Operating procedures for the process Sirleaf and Clark will lead — called the independent panel for pandemic preparedness and response — will be established in consultation with WHO member states. Countries can propose potential members of the panel.
It is expected to deliver an interim report in November and a “substantive” report to the World Health Assembly — the WHO’s governing body — at its 2021 meeting next May. The WHA called for the independent review at this year’s session, which was virtual and abbreviated, because of the pandemic. It is currently scheduled to resume in November.
The announcement comes just days after the United States served formal notice it will withdraw from the WHO next year, following through on a decision announced by President Trump in late May. Trump cited the WHO’s handling of the pandemic as his reason for ending the U.S.’s membership in the WHO, which will go into effect July 6, 2021 — if he is re-elected. Joe Biden, the Democratic presidential candidate, has said he will rescind the action if he is elected.
Tedros said that while in the past, independent evaluation commissions set up by the WHO have used the agency’s staff as support, this group should have its own independent secretariat.
It will be important that the panel is independent and its review rigorous, said Tom Bollyky, director of global health at the Council on Foreign Relations.
“At the end of the day, this will be about mobilizing global support around a shared vision of pandemic preparedness and response in the future and a credible, independent, and rigorous review is the one most likely to do that,” he said.

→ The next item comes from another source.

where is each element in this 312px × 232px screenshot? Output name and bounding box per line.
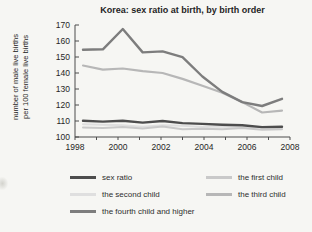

Amanda Glassman, executive vice president of the Center for Global Development, applauded the choices of the co-chairs of the commission, saying it signals the process must be seen an issue involving heads of state, rather than a normal review by academics or members of the global health leadership community.
It will be important to have a range of expertise on the panel, Glassman said. She suggested the committee should include people from the intelligence and military communities, as well as economists and individuals with experience in independent global oversight. “It will be important to include known critics [of WHO], not just supporters,” she said in an email.
Tedros said that while the independent panel is doing its work, there are already things the WHO can act on, including changing the WHO’s emergency alert tool, which allows the agency to declare public health emergencies of international concern or PHEICs. The Covid-19 outbreak was declared a PHEIC on Jan. 30, about a week after China took the unprecedented step of placing cities across Hunan province on lockdown to slow spread of the new virus.
It has been clear for some time Tedros hasn’t found PHEICs as useful a tool as the experts who added them to the update of the International Health Regulations in 2005 intended. On Thursday, he called changing the system “low-hanging fruit” and said the WHO is already working on it.
Bollyky said there is mounting support for dropping the current binary approach — a health problem either is or isn’t a global health threat — to a multi-tiered alert system. He noted, however, that such a system would have been unlikely to have led to more rapid and effective responses from governments when the SARS-CoV-2 virus began to spread around the world earlier this year.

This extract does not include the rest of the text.